May 20, 2008 8:03 pm US/Pacific
Schwarzenegger Defends Lottery Budget Plan
SACRAMENTO (CBS 5/KCBS/AP) ―
After stinging criticism from California's non-partisan legislative analyst, Governor Schwarzenegger Tuesday defended his plan to sell bonds using future state lottery profits as collateral.
Legislative Analyst Elizabeth Hill said Schwarzenegger's plan to reduce California's $17 billion budget relied on overly optimistic projections of lottery revenue.
Last week, Schwarzenegger proposed a $144.3 billion state budget that was balanced through a combination of spending cuts and a plan to pump up lottery sales and then borrow against that future revenue, which he said would bring in $15 billion over three years.
"I will embrace it if they come up with something better," said Schwarzenegger, speaking at an environmental business event Tuesday.
Schwarzenegger's plan assumes a doubling of lottery sales and profits within five to 10 years through an expansion of lottery games and aggressive marketing. He wants to bring California's per capita lottery sales to the national average, doubling it from today's roughly $91 per person.
Our major concern with the governor's plan," Hill said in her review, "is that it makes overly optimistic and potentially unobtainable assumptions about the ability of the lottery to increase profits."
That would complicate school funding because bond holders would be able to take $1.2 billion in lottery proceeds now guaranteed for public schools, Hill said. Any gap in school funding would have to come out of the state's general fund.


**Work order:**
Keep to the lines from the one with "Where can I find <item>person</item>?" through the end of the data, and write them out exactly.

**Extracted information:**

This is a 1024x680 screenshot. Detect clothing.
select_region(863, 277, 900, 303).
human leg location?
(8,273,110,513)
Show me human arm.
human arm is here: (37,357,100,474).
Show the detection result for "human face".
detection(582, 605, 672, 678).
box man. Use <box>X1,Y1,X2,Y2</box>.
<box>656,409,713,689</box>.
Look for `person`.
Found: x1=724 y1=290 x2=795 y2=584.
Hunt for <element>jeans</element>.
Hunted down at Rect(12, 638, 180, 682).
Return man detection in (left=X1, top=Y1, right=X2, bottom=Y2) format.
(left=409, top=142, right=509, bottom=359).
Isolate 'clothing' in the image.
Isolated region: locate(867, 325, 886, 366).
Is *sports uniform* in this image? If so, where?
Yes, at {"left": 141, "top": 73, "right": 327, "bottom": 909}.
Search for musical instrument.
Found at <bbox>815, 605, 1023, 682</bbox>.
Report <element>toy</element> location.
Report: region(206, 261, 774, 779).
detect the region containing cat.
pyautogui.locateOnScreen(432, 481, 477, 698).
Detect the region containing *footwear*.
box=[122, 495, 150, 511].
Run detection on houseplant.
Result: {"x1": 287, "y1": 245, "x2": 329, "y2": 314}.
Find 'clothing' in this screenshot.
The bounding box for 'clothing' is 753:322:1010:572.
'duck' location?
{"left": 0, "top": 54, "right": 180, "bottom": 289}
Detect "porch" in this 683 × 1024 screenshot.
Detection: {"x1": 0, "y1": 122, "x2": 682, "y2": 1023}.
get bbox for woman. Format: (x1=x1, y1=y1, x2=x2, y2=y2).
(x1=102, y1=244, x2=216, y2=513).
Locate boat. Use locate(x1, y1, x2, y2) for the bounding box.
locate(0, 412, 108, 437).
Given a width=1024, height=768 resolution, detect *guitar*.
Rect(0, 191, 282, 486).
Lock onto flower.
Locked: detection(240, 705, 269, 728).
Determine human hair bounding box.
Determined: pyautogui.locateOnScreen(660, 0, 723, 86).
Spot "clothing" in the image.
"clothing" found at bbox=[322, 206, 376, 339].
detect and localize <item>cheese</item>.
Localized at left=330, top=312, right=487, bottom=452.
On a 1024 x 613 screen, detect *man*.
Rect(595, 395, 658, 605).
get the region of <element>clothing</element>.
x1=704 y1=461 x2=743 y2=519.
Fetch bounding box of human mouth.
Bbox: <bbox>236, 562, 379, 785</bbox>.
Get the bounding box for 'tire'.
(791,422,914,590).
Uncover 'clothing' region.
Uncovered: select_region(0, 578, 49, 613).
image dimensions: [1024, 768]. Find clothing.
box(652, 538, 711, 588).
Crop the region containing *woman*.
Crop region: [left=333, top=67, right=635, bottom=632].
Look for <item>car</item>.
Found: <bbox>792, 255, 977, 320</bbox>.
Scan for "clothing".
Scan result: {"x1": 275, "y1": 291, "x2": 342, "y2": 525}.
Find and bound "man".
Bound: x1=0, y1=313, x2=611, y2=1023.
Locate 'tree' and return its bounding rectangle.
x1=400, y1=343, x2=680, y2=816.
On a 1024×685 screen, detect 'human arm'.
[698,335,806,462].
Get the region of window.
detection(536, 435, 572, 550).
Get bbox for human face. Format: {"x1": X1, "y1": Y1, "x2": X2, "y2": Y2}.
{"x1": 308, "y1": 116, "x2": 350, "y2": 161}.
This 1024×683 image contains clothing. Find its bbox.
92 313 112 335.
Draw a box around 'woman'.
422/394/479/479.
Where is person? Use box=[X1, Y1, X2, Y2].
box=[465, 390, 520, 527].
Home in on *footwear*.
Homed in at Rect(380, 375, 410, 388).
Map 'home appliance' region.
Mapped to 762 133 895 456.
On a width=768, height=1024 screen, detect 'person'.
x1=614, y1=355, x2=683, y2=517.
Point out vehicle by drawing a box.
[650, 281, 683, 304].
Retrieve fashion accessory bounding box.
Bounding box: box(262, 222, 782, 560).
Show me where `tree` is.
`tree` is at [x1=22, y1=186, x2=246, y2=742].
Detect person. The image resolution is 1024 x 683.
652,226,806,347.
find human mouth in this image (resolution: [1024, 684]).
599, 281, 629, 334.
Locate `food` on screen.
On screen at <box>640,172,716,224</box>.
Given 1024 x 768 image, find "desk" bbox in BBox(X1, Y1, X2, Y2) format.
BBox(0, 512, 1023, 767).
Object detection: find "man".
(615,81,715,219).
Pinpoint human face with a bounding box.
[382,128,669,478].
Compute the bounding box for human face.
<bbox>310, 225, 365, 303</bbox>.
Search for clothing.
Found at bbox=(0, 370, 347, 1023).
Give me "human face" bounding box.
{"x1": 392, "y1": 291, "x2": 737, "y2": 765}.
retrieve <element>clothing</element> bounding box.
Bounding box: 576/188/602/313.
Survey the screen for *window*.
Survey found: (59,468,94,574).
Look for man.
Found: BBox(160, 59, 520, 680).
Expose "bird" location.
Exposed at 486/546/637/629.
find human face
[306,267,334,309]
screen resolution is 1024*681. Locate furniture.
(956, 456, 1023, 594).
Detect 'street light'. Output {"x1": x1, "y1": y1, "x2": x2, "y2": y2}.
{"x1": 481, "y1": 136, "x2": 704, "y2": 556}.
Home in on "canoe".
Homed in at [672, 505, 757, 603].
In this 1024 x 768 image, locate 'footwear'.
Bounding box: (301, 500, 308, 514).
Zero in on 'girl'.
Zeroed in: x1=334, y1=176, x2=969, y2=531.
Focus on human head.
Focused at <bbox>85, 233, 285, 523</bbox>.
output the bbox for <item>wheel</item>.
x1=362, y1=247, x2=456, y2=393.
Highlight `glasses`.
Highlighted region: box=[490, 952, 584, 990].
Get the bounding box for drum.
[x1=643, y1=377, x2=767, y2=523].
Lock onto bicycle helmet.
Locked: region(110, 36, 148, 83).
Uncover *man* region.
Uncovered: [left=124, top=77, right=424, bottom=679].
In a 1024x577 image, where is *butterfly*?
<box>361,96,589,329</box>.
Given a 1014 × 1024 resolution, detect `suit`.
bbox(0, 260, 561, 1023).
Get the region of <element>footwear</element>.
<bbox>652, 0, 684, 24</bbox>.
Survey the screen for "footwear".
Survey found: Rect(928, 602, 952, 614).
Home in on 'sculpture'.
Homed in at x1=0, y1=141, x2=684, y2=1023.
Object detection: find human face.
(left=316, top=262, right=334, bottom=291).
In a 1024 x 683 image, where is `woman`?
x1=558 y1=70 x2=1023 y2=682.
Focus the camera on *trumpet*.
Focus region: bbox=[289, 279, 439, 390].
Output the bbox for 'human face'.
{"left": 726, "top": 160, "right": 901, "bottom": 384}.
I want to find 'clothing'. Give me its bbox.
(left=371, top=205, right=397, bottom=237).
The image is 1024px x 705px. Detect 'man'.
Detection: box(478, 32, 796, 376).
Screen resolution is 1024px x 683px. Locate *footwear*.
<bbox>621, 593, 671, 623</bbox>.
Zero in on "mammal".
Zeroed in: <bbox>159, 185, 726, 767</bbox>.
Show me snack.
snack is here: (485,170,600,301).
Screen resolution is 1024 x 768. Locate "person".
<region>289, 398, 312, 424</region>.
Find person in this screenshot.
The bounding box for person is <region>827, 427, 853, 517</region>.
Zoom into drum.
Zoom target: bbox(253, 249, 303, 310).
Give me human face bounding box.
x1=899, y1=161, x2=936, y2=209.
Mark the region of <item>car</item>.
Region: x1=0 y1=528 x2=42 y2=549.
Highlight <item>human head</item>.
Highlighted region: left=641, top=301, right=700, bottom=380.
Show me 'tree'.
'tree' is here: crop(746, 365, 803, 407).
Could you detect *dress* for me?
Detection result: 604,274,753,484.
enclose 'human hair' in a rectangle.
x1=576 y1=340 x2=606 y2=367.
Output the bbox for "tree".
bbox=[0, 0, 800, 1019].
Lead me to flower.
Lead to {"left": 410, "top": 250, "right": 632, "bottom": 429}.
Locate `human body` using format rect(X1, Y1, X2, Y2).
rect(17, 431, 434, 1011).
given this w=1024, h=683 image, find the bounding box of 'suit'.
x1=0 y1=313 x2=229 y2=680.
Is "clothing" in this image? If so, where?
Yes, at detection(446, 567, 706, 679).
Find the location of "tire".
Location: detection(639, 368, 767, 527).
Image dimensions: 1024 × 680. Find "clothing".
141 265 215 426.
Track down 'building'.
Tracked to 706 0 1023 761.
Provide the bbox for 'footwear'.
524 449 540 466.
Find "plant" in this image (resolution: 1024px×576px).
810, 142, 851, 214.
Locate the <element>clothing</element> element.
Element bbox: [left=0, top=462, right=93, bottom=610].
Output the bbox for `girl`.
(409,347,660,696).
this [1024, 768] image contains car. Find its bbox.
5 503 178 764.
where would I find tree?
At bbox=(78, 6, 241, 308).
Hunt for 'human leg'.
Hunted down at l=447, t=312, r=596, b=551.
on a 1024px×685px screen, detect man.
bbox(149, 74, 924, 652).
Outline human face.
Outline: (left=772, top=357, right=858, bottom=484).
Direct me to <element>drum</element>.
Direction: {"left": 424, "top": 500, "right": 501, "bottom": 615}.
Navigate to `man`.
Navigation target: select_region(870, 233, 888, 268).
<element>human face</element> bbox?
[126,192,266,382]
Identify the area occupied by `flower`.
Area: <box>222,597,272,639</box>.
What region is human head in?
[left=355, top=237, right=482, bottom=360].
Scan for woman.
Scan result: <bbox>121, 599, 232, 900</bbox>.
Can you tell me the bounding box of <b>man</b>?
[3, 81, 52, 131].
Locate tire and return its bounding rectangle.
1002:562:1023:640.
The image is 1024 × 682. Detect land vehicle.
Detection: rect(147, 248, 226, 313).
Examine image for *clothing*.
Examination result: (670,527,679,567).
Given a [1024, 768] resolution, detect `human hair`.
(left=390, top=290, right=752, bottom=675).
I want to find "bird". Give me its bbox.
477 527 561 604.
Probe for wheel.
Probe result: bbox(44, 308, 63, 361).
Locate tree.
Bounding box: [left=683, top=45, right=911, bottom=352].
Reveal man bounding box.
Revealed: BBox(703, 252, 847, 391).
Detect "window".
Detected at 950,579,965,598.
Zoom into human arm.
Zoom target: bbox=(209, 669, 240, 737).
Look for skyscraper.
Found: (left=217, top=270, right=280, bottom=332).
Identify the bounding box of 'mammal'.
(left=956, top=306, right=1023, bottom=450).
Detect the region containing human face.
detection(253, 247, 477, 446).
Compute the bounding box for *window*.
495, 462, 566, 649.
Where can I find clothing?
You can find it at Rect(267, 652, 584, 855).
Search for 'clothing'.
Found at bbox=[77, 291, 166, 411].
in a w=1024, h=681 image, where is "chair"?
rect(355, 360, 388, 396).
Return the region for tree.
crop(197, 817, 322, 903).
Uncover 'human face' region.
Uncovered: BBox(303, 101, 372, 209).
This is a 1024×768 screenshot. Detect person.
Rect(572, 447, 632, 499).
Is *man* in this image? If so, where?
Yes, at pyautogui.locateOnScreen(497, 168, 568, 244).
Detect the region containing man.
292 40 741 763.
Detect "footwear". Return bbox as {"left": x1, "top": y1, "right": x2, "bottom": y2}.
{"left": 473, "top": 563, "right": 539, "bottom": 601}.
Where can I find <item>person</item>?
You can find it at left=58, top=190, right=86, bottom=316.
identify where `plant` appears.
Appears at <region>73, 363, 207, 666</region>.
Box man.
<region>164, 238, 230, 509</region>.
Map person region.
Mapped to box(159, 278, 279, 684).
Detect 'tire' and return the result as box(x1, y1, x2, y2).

**Response box:**
Where can I find <item>person</item>?
You can find it at left=58, top=190, right=86, bottom=316.
identify where `plant` appears.
Appears at <region>73, 363, 207, 666</region>.
Box man.
<region>164, 238, 230, 509</region>.
Map person region.
Mapped to box(159, 278, 279, 684).
Detect 'tire' and return the result as box(x1, y1, x2, y2).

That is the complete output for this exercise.